« Arrgh! | Main | Socialtext Workspace 1.0 »
October 21, 2003
More on the Minnesota Vonage ruling
My law-school classmate Andrew McLaughlin writes that:
Welcome to the blogosphere, Andrew! To your point, we can only hope. I actually think the Minnesota decision could lessen the immediate pressure to adopt a rational framework at the federal level. Judge Davis effectively preserved the status quo, in which VOIP services are de facto unregulated. The ones upset about that situation are the square-state Senators worried about universal service funds, but they haven't made much noise since the FCC turned back their challenge in 1998. What's much more likely to provoke FCC action is a patchwork of states attempting to regulate VOIP. Partly because it puts in place an outcome contrary to the one the FCC generally supports, and partly because it's state regulators stepping into what the FCC feels is its turf. Don't underestimate the power of that second factor.
Meanwhile, my friend and sometime business partner Jeff Pulver is advocating a
five-year moratorium on VOIP regulation, analogous to the moratorium on
Internet-specific taxes. Sorry Jeff. The FCC gave you your
moratorium when it released the "Stevens Report" in 1998. There
are plenty of good reasons not to require VOIP providers to contribute
to universal service subsidies, or to keep them out of the ball of
twine that is traditional telecom regulation. None of them are
reasons to put off the question for half a decade.
I fear that if a moratorium such as Jeff proposes were adopted, we'd
have much more regulation of VOIP at the end of the five years.
At that point, incumbent telcos are likely to be on or over the verge
of bankruptcy, blaming VOIP all the way down. They would have
five years to get those square-state Senators and their constituents
chomping at the bit to end the evil VOIP "subsidy." And I have to
tell you -- whomever is running the FCC in five years won't be more
favorable to VOIP than Michael Powell.
--------
Posted by Kevin Werbach at October 21, 2003 11:28 AM
Trackback Pings
TrackBack URL for this entry:
Comments
Post a comment
Thanks for signing in, . Now you can comment. (sign out)
(If you haven't left a comment here before, you may need to be approved by the site owner before your comment will appear. Until then, it won't appear on the entry. Thanks for waiting.)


▶ [PROBLEM REQUIREMENTS]
Print the entries below in their entirety, exactly as they are written.
··· SOURCE RECORDS ···
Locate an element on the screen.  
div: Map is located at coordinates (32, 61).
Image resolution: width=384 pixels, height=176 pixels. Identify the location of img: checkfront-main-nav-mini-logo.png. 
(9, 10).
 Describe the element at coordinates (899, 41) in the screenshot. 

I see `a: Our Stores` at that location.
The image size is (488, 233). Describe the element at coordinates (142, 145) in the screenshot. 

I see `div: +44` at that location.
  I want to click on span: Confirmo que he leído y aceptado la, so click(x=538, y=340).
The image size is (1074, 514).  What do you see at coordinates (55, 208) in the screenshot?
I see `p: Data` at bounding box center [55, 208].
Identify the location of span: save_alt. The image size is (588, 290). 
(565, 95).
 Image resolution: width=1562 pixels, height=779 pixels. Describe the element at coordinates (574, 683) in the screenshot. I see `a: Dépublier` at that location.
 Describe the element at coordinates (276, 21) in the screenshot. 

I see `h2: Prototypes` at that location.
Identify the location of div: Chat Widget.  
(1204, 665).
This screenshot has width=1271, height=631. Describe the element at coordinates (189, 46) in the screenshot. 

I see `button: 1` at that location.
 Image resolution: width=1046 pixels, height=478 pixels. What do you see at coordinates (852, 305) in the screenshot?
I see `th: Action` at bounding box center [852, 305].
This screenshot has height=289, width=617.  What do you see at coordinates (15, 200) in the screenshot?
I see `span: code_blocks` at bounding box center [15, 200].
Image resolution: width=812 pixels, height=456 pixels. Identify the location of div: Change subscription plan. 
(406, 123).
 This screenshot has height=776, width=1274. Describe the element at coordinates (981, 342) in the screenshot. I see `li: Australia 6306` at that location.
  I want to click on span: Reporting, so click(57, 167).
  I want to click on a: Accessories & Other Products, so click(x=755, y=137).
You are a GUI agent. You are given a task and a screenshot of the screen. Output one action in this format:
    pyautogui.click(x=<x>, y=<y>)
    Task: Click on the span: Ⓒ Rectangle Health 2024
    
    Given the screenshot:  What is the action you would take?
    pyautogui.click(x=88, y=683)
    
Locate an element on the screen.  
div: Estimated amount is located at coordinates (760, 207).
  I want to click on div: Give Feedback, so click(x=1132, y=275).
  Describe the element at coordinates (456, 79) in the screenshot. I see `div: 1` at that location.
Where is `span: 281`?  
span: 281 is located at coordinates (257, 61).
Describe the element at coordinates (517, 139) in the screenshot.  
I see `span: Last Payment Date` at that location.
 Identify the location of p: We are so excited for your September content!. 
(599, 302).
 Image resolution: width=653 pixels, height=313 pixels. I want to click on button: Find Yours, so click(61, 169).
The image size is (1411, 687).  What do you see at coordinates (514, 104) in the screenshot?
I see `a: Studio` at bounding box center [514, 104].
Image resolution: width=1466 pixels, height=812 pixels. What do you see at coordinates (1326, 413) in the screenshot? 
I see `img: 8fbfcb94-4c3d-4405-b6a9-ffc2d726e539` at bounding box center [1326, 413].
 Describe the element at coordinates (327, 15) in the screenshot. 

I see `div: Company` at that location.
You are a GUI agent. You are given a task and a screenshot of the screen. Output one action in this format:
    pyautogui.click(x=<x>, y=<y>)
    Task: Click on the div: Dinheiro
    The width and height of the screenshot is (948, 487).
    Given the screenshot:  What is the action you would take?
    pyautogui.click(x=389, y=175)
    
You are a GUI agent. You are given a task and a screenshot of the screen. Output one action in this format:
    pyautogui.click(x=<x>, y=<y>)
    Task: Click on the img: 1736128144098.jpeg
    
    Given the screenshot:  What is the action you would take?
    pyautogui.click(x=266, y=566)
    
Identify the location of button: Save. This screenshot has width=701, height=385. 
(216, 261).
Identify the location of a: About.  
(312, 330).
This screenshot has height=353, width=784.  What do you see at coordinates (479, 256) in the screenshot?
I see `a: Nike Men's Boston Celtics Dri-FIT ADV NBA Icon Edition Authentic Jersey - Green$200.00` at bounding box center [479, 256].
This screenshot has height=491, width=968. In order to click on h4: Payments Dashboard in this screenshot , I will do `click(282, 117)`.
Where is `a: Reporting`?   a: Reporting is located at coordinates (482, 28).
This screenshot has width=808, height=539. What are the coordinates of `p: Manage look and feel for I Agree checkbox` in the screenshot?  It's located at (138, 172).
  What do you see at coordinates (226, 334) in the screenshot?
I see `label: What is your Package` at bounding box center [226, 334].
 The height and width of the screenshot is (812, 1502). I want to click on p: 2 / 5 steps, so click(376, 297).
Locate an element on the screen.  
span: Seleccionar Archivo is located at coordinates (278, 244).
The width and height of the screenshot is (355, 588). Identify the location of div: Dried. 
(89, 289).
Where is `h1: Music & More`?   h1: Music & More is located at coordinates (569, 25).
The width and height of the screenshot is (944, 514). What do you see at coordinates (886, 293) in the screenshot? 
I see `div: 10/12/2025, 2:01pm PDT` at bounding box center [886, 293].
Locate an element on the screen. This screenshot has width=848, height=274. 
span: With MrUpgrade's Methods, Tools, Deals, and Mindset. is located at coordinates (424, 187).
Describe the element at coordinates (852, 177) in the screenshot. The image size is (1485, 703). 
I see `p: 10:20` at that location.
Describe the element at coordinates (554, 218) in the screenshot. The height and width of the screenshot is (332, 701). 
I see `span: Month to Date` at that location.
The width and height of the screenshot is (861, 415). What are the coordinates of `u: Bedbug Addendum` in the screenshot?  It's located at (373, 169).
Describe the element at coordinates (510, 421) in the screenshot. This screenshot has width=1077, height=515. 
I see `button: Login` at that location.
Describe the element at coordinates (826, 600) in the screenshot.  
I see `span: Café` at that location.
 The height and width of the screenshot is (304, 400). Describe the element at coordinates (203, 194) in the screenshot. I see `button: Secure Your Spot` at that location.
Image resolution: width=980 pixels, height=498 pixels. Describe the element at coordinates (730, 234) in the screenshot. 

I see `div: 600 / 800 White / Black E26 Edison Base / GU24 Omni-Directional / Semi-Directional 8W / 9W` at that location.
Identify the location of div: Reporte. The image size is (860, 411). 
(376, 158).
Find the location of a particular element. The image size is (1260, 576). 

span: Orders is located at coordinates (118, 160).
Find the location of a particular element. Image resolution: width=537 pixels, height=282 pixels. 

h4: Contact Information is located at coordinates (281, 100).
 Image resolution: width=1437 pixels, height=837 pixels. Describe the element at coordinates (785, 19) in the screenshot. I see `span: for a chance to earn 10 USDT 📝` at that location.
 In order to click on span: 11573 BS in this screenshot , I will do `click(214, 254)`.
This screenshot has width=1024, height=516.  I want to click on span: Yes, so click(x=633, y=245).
···
▶ [RESPONSE BOX]
Locate an element on the screen.  
div: Map is located at coordinates (32, 61).
Image resolution: width=384 pixels, height=176 pixels. Identify the location of img: checkfront-main-nav-mini-logo.png. 
(9, 10).
 Describe the element at coordinates (899, 41) in the screenshot. 

I see `a: Our Stores` at that location.
The image size is (488, 233). Describe the element at coordinates (142, 145) in the screenshot. 

I see `div: +44` at that location.
  I want to click on span: Confirmo que he leído y aceptado la, so click(x=538, y=340).
The image size is (1074, 514).  What do you see at coordinates (55, 208) in the screenshot?
I see `p: Data` at bounding box center [55, 208].
Identify the location of span: save_alt. The image size is (588, 290). 
(565, 95).
 Image resolution: width=1562 pixels, height=779 pixels. Describe the element at coordinates (574, 683) in the screenshot. I see `a: Dépublier` at that location.
 Describe the element at coordinates (276, 21) in the screenshot. 

I see `h2: Prototypes` at that location.
Identify the location of div: Chat Widget.  
(1204, 665).
This screenshot has width=1271, height=631. Describe the element at coordinates (189, 46) in the screenshot. 

I see `button: 1` at that location.
 Image resolution: width=1046 pixels, height=478 pixels. What do you see at coordinates (852, 305) in the screenshot?
I see `th: Action` at bounding box center [852, 305].
This screenshot has height=289, width=617.  What do you see at coordinates (15, 200) in the screenshot?
I see `span: code_blocks` at bounding box center [15, 200].
Image resolution: width=812 pixels, height=456 pixels. Identify the location of div: Change subscription plan. 
(406, 123).
 This screenshot has height=776, width=1274. Describe the element at coordinates (981, 342) in the screenshot. I see `li: Australia 6306` at that location.
  I want to click on span: Reporting, so click(57, 167).
  I want to click on a: Accessories & Other Products, so click(x=755, y=137).
You are a GUI agent. You are given a task and a screenshot of the screen. Output one action in this format:
    pyautogui.click(x=<x>, y=<y>)
    Task: Click on the span: Ⓒ Rectangle Health 2024
    
    Given the screenshot:  What is the action you would take?
    pyautogui.click(x=88, y=683)
    
Locate an element on the screen.  
div: Estimated amount is located at coordinates (760, 207).
  I want to click on div: Give Feedback, so click(x=1132, y=275).
  Describe the element at coordinates (456, 79) in the screenshot. I see `div: 1` at that location.
Where is `span: 281`?  
span: 281 is located at coordinates (257, 61).
Describe the element at coordinates (517, 139) in the screenshot.  
I see `span: Last Payment Date` at that location.
 Identify the location of p: We are so excited for your September content!. 
(599, 302).
 Image resolution: width=653 pixels, height=313 pixels. I want to click on button: Find Yours, so click(61, 169).
The image size is (1411, 687).  What do you see at coordinates (514, 104) in the screenshot?
I see `a: Studio` at bounding box center [514, 104].
Image resolution: width=1466 pixels, height=812 pixels. What do you see at coordinates (1326, 413) in the screenshot? 
I see `img: 8fbfcb94-4c3d-4405-b6a9-ffc2d726e539` at bounding box center [1326, 413].
 Describe the element at coordinates (327, 15) in the screenshot. 

I see `div: Company` at that location.
You are a GUI agent. You are given a task and a screenshot of the screen. Output one action in this format:
    pyautogui.click(x=<x>, y=<y>)
    Task: Click on the div: Dinheiro
    The width and height of the screenshot is (948, 487).
    Given the screenshot:  What is the action you would take?
    pyautogui.click(x=389, y=175)
    
You are a GUI agent. You are given a task and a screenshot of the screen. Output one action in this format:
    pyautogui.click(x=<x>, y=<y>)
    Task: Click on the img: 1736128144098.jpeg
    
    Given the screenshot:  What is the action you would take?
    pyautogui.click(x=266, y=566)
    
Identify the location of button: Save. This screenshot has width=701, height=385. 
(216, 261).
Identify the location of a: About.  
(312, 330).
This screenshot has height=353, width=784.  What do you see at coordinates (479, 256) in the screenshot?
I see `a: Nike Men's Boston Celtics Dri-FIT ADV NBA Icon Edition Authentic Jersey - Green$200.00` at bounding box center [479, 256].
This screenshot has height=491, width=968. In order to click on h4: Payments Dashboard in this screenshot , I will do `click(282, 117)`.
Where is `a: Reporting`?   a: Reporting is located at coordinates (482, 28).
This screenshot has width=808, height=539. What are the coordinates of `p: Manage look and feel for I Agree checkbox` in the screenshot?  It's located at (138, 172).
  What do you see at coordinates (226, 334) in the screenshot?
I see `label: What is your Package` at bounding box center [226, 334].
 The height and width of the screenshot is (812, 1502). I want to click on p: 2 / 5 steps, so click(376, 297).
Locate an element on the screen.  
span: Seleccionar Archivo is located at coordinates (278, 244).
The width and height of the screenshot is (355, 588). Identify the location of div: Dried. 
(89, 289).
Where is `h1: Music & More`?   h1: Music & More is located at coordinates (569, 25).
The width and height of the screenshot is (944, 514). What do you see at coordinates (886, 293) in the screenshot? 
I see `div: 10/12/2025, 2:01pm PDT` at bounding box center [886, 293].
Locate an element on the screen. This screenshot has width=848, height=274. 
span: With MrUpgrade's Methods, Tools, Deals, and Mindset. is located at coordinates (424, 187).
Describe the element at coordinates (852, 177) in the screenshot. The image size is (1485, 703). 
I see `p: 10:20` at that location.
Describe the element at coordinates (554, 218) in the screenshot. The height and width of the screenshot is (332, 701). 
I see `span: Month to Date` at that location.
The width and height of the screenshot is (861, 415). What are the coordinates of `u: Bedbug Addendum` in the screenshot?  It's located at (373, 169).
Describe the element at coordinates (510, 421) in the screenshot. This screenshot has width=1077, height=515. 
I see `button: Login` at that location.
Describe the element at coordinates (826, 600) in the screenshot.  
I see `span: Café` at that location.
 The height and width of the screenshot is (304, 400). Describe the element at coordinates (203, 194) in the screenshot. I see `button: Secure Your Spot` at that location.
Image resolution: width=980 pixels, height=498 pixels. Describe the element at coordinates (730, 234) in the screenshot. 

I see `div: 600 / 800 White / Black E26 Edison Base / GU24 Omni-Directional / Semi-Directional 8W / 9W` at that location.
Identify the location of div: Reporte. The image size is (860, 411). 
(376, 158).
Find the location of a particular element. The image size is (1260, 576). 

span: Orders is located at coordinates (118, 160).
Find the location of a particular element. Image resolution: width=537 pixels, height=282 pixels. 

h4: Contact Information is located at coordinates (281, 100).
 Image resolution: width=1437 pixels, height=837 pixels. Describe the element at coordinates (785, 19) in the screenshot. I see `span: for a chance to earn 10 USDT 📝` at that location.
 In order to click on span: 11573 BS in this screenshot , I will do `click(214, 254)`.
This screenshot has width=1024, height=516.  I want to click on span: Yes, so click(x=633, y=245).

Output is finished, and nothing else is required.